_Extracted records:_
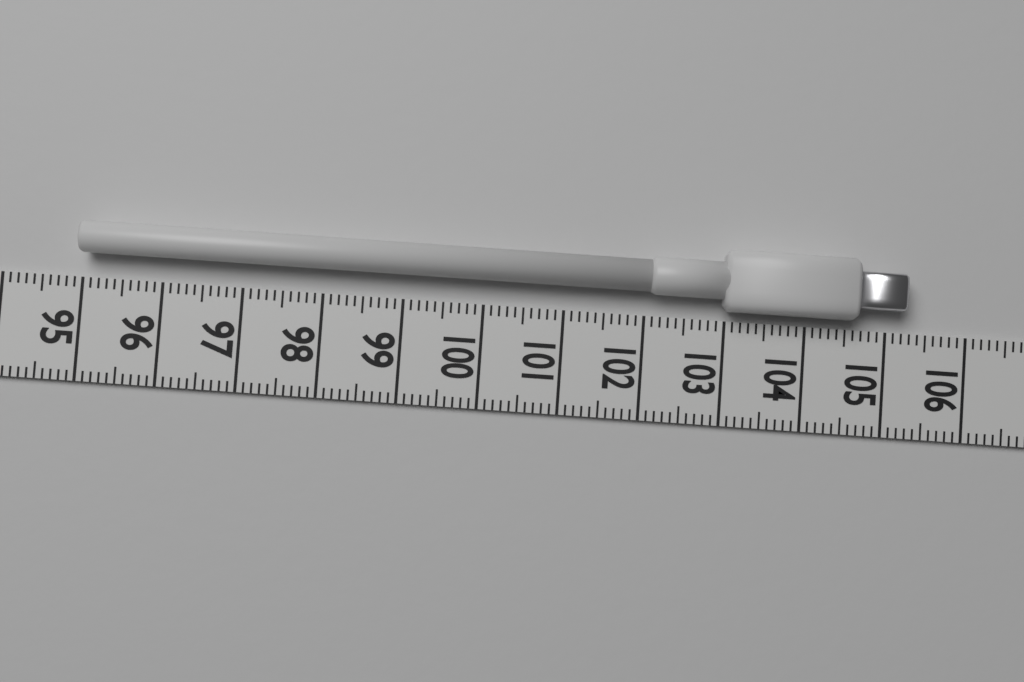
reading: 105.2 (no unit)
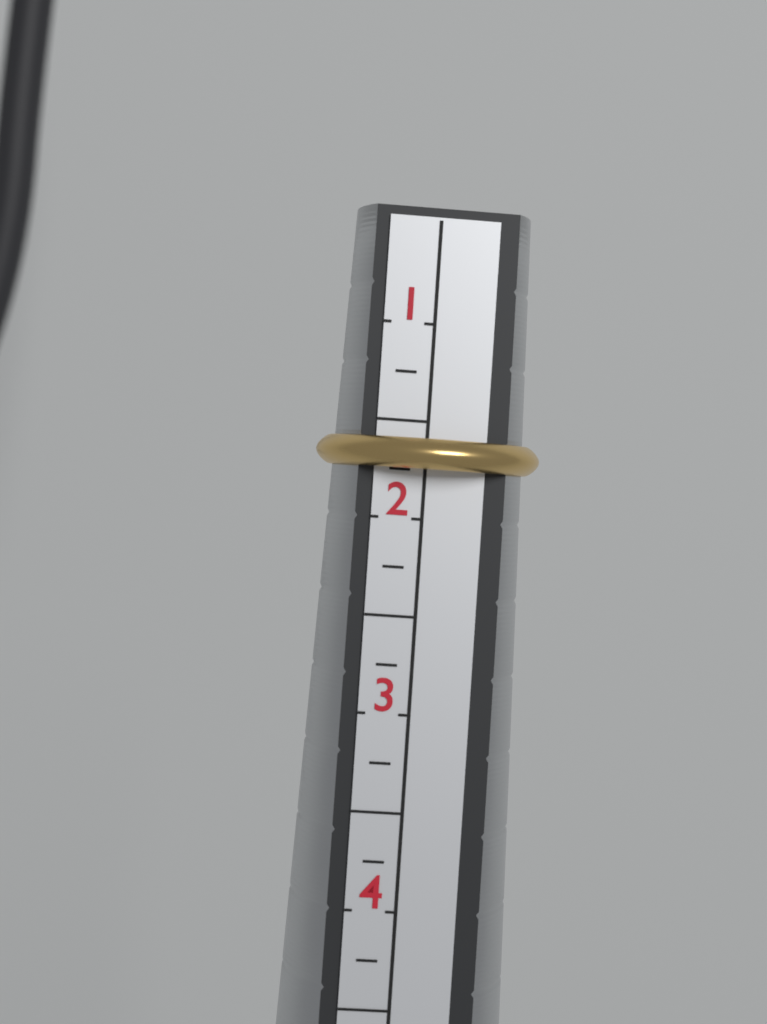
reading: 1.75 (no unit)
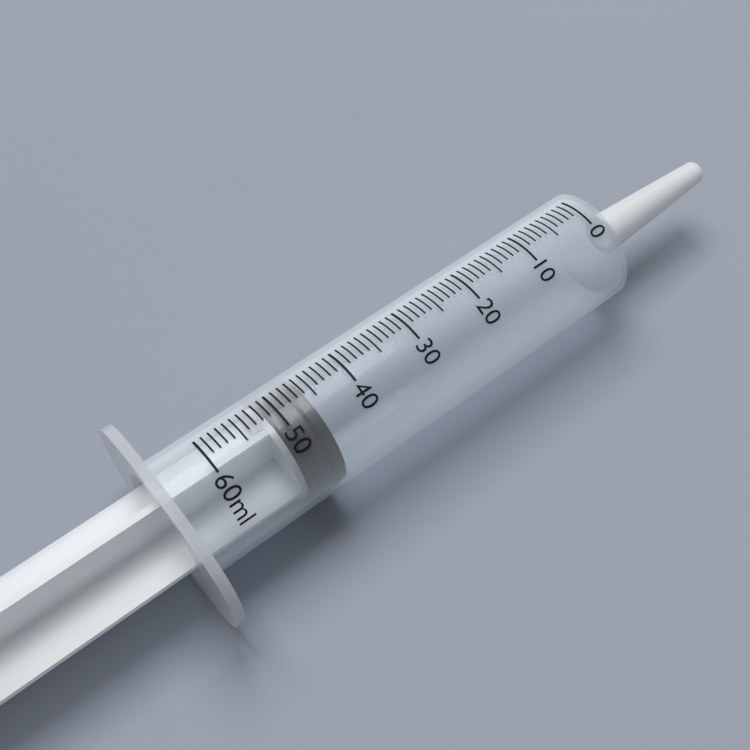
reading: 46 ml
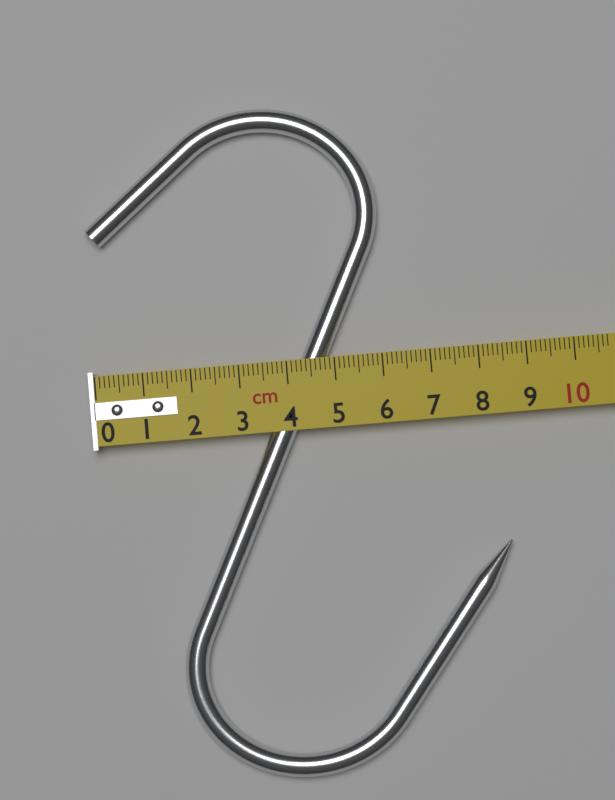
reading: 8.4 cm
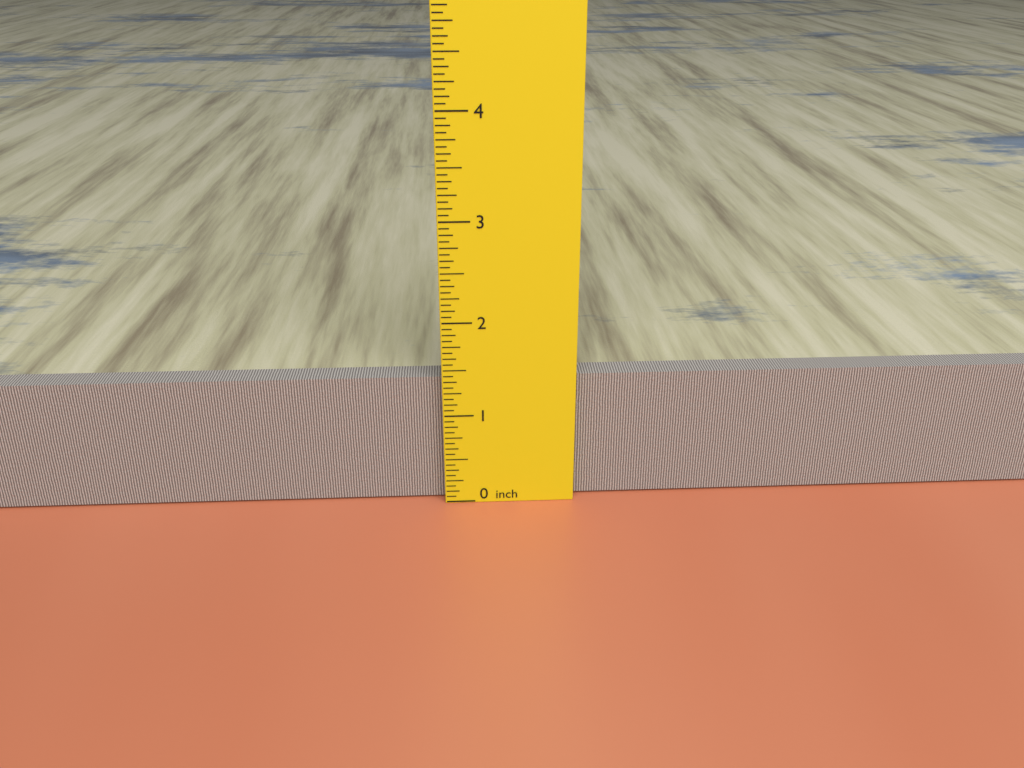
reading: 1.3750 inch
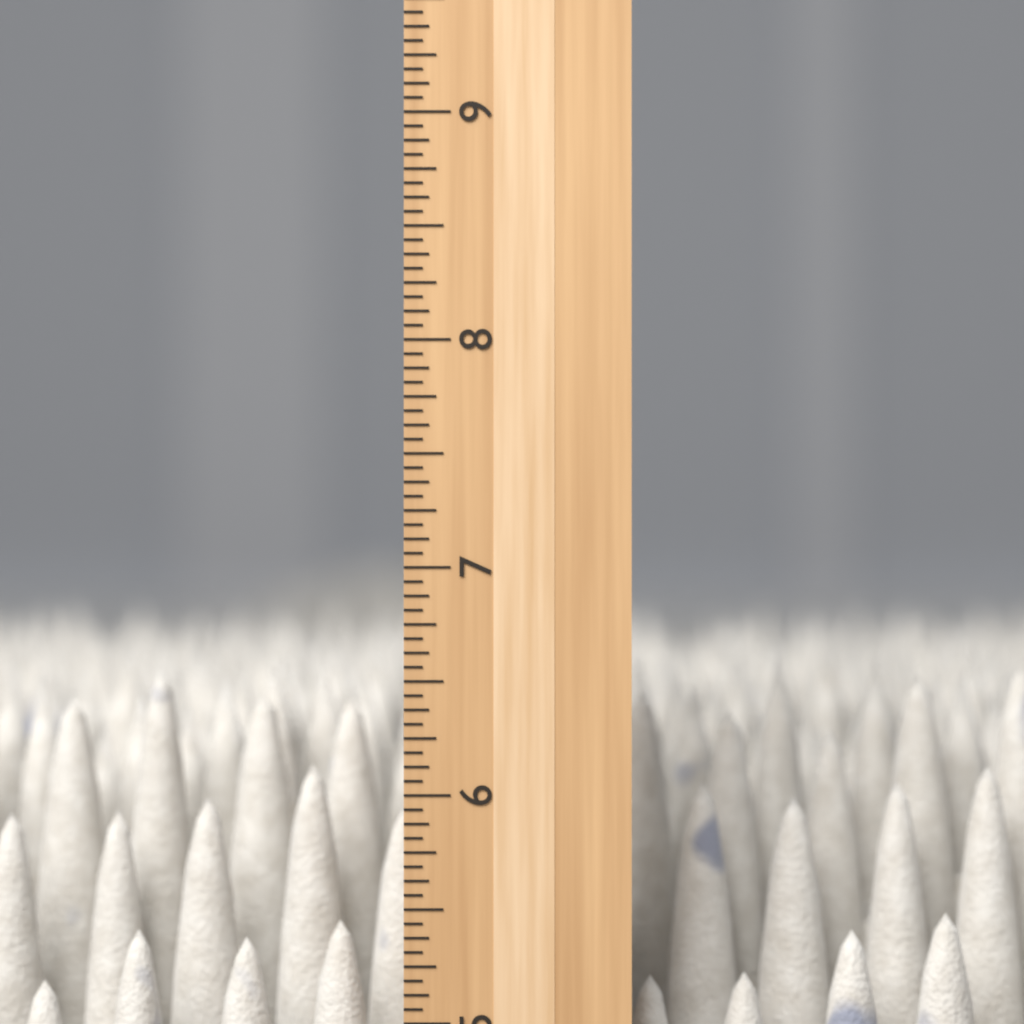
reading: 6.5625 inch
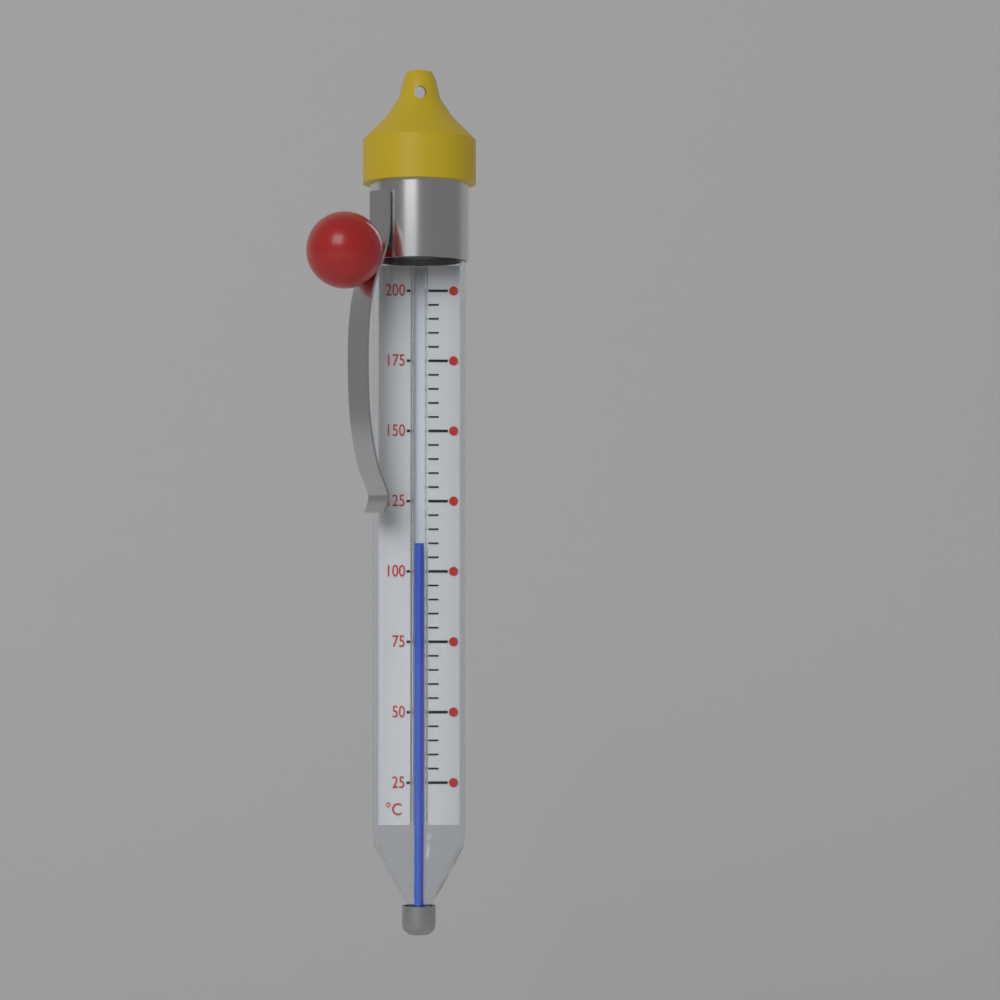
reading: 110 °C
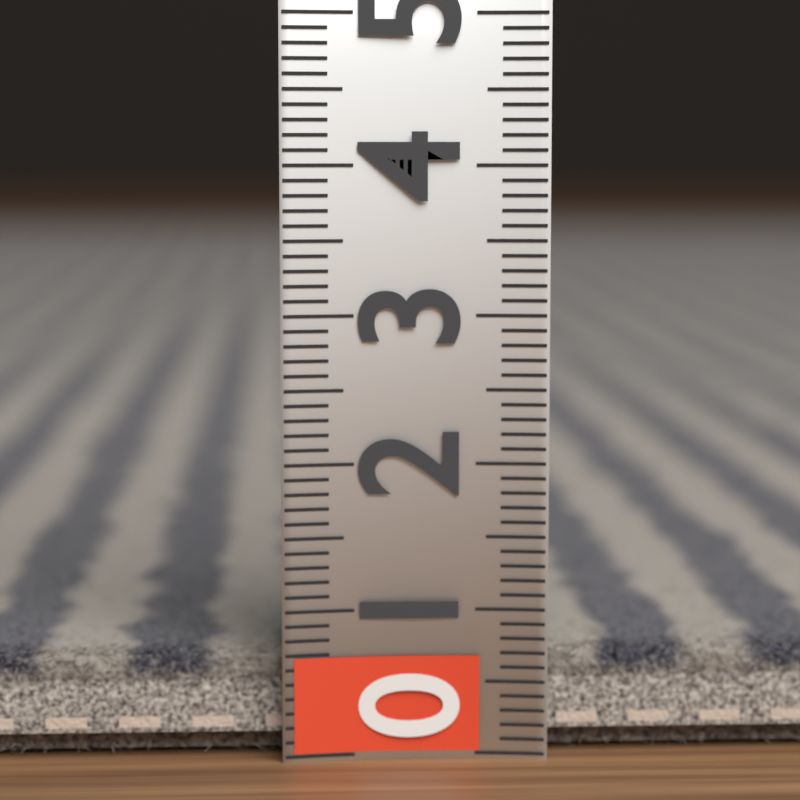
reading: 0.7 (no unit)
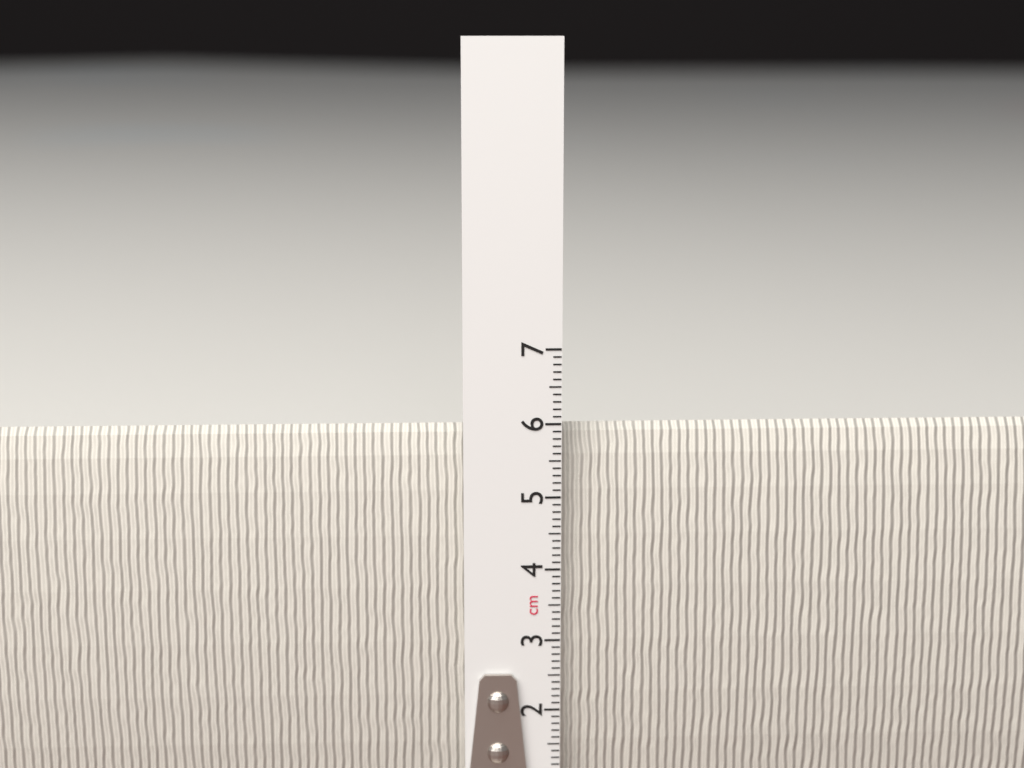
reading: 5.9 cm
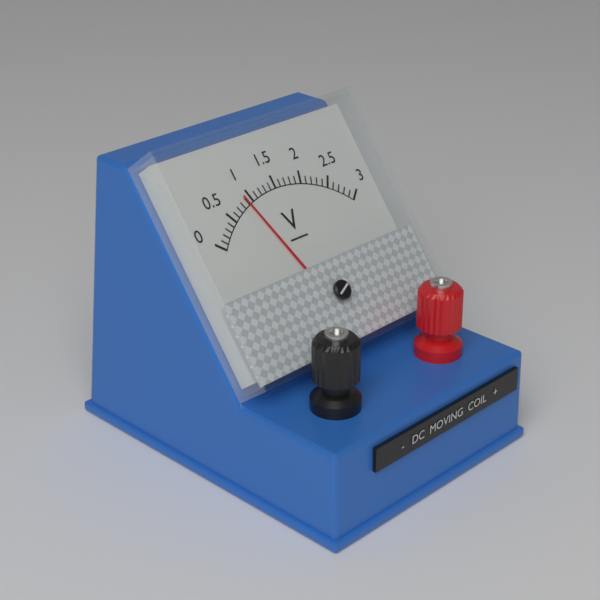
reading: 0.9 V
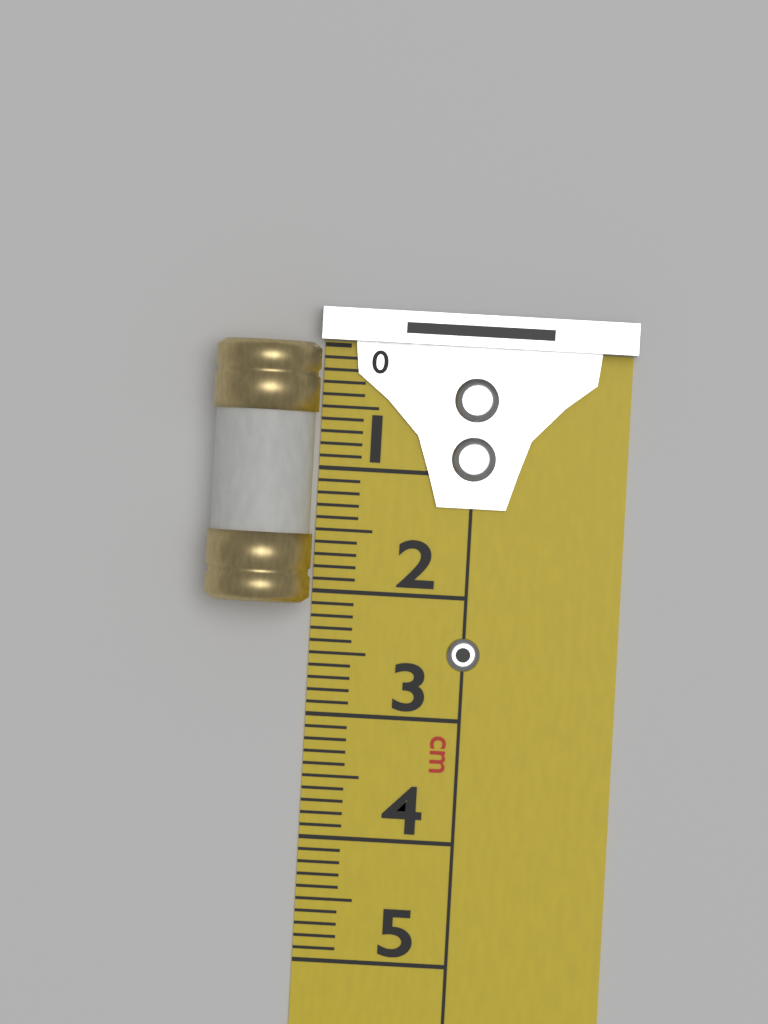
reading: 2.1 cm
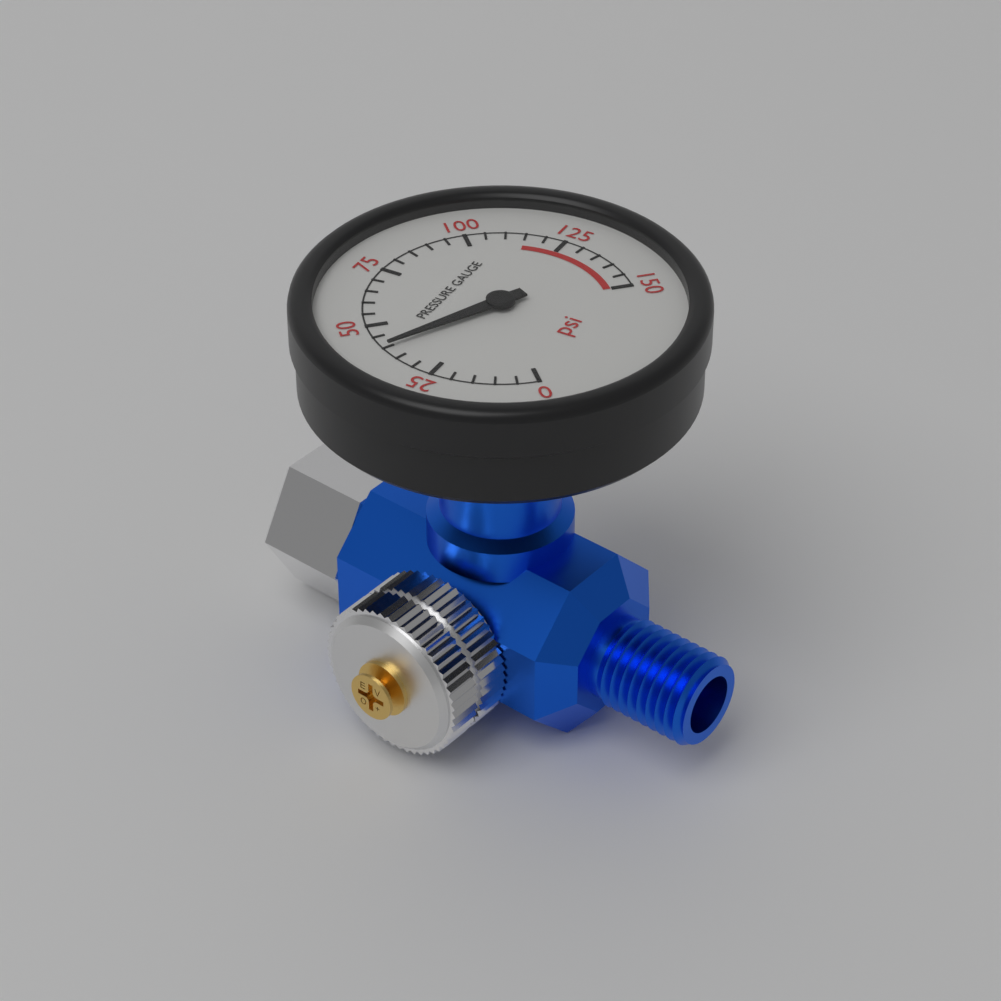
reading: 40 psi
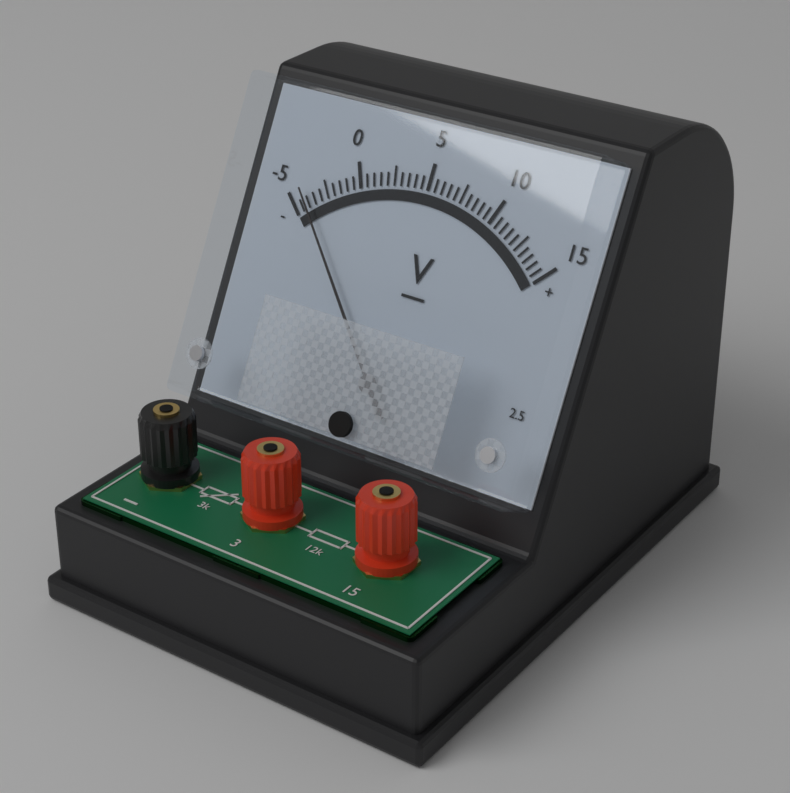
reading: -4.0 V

_AIM OF THE EXERCISE:_
Every line from the one containing "reading: 110 °C" to the final line of the records should be duplicated exactly; no picture is to be copied.

_RESPONSE AREA:_
reading: 110 °C
reading: 0.7 (no unit)
reading: 5.9 cm
reading: 0.9 V
reading: 2.1 cm
reading: 40 psi
reading: -4.0 V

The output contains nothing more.